All of these results are on settings where models are explicitly instructed to hide something from their reasoning trace. I don’t think this is a good proxy for how well models can actually obfuscate their reasoning. I expect that in settings where models are intrinsically motivated to hide their reasoning as opposed to being instructed to do so, they perform significantly better. I have some results suggesting this, which I’d be happy to share, but there’s also existingwork suggesting this indirectly (though in the case of the latter link probably not in a CoT-as-computation regime). And the cases we care about are the ones where models have intrinsic preferences.
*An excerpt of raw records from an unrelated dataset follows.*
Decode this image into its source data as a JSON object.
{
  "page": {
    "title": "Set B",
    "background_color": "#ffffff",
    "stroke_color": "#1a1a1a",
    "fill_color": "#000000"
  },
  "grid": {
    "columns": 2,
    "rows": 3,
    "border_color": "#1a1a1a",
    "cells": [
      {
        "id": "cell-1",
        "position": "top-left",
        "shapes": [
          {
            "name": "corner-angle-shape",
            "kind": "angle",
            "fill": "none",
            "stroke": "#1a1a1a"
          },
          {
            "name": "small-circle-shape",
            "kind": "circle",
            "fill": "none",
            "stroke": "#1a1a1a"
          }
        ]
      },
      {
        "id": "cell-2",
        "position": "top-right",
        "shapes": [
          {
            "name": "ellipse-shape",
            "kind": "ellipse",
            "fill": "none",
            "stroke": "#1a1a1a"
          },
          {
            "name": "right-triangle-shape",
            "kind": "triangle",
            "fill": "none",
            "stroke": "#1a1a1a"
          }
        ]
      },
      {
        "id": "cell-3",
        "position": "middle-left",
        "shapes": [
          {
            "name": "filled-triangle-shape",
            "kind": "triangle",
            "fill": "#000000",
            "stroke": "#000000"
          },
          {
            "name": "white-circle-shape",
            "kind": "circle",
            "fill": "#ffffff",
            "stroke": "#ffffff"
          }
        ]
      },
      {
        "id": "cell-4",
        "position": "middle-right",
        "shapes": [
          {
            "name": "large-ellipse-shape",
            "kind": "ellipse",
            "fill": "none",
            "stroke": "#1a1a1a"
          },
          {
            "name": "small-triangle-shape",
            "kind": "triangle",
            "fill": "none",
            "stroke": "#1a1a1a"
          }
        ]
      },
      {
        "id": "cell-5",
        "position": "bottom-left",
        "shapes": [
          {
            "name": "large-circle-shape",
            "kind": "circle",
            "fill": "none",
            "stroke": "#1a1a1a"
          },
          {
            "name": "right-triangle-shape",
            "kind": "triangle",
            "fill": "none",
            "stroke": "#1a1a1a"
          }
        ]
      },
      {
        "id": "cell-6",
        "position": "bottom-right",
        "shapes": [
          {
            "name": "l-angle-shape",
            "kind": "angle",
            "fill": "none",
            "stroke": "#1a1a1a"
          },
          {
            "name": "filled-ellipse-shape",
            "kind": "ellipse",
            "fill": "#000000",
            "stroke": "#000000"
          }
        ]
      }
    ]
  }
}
models are no longer trained to narrate their thoughts
hiding misaligned thoughts is rewarded during training
the behaviors we’re trying to catch are possible in one forward pass for the model
The first two of these seem true in a relevant sense today?
Models are clearly not trained to narrate all of their thoughts when solving some task, simply because that would be too much information. We train them to be pretty verbose, but it’s a pretty strong assumption that that is similar enough to being trained to narrate their thoughts.
Misaligned outputs are penalized during training. There’s work showing that optimizing outputs spills over to the CoT, so this really comes down to “hiding” misaligned thoughts as opposed to simply never having them.
I expect that in settings where models are intrinsically motivated to hide their reasoning as opposed to being instructed to do so, they perform significantly better. I have some results suggesting this, which I’d be happy to share…
I’d be very interested if you could briefly describe these results!
One of the results is that after you convince Claude 3.5 Sonnet that its scratchpad is visible, it stops reasoning about alignment faking out loud while having the same compliance gap between training and not training. If you simply instruct it to hide its reasoning, it does no better than in the normal setting. If you give it a lot of assistance (i.e. telling it what it should obfuscate its reasoning as to fool the monitor, which also helps the model by making the alignment faking reasoning more salient), it reduces the rate of verbalized reasoning somewhat but still only half as well as convincing it its scratchpad is visible.
I should have a paper on this and related results public by the end of the month—happy to send an early draft if you’re interested, though it doesn’t contain all the results I’d like yet.
All of these results are on settings where models are explicitly instructed to hide something from their reasoning trace. I don’t think this is a good proxy for how well models can actually obfuscate their reasoning. I expect that in settings where models are intrinsically motivated to hide their reasoning as opposed to being instructed to do so, they perform significantly better. I have some results suggesting this, which I’d be happy to share, but there’s also existing work suggesting this indirectly (though in the case of the latter link probably not in a CoT-as-computation regime). And the cases we care about are the ones where models have intrinsic preferences.
The first two of these seem true in a relevant sense today?
Models are clearly not trained to narrate all of their thoughts when solving some task, simply because that would be too much information. We train them to be pretty verbose, but it’s a pretty strong assumption that that is similar enough to being trained to narrate their thoughts.
Misaligned outputs are penalized during training. There’s work showing that optimizing outputs spills over to the CoT, so this really comes down to “hiding” misaligned thoughts as opposed to simply never having them.
I’d be very interested if you could briefly describe these results!
One of the results is that after you convince Claude 3.5 Sonnet that its scratchpad is visible, it stops reasoning about alignment faking out loud while having the same compliance gap between training and not training. If you simply instruct it to hide its reasoning, it does no better than in the normal setting. If you give it a lot of assistance (i.e. telling it what it should obfuscate its reasoning as to fool the monitor, which also helps the model by making the alignment faking reasoning more salient), it reduces the rate of verbalized reasoning somewhat but still only half as well as convincing it its scratchpad is visible.
I should have a paper on this and related results public by the end of the month—happy to send an early draft if you’re interested, though it doesn’t contain all the results I’d like yet.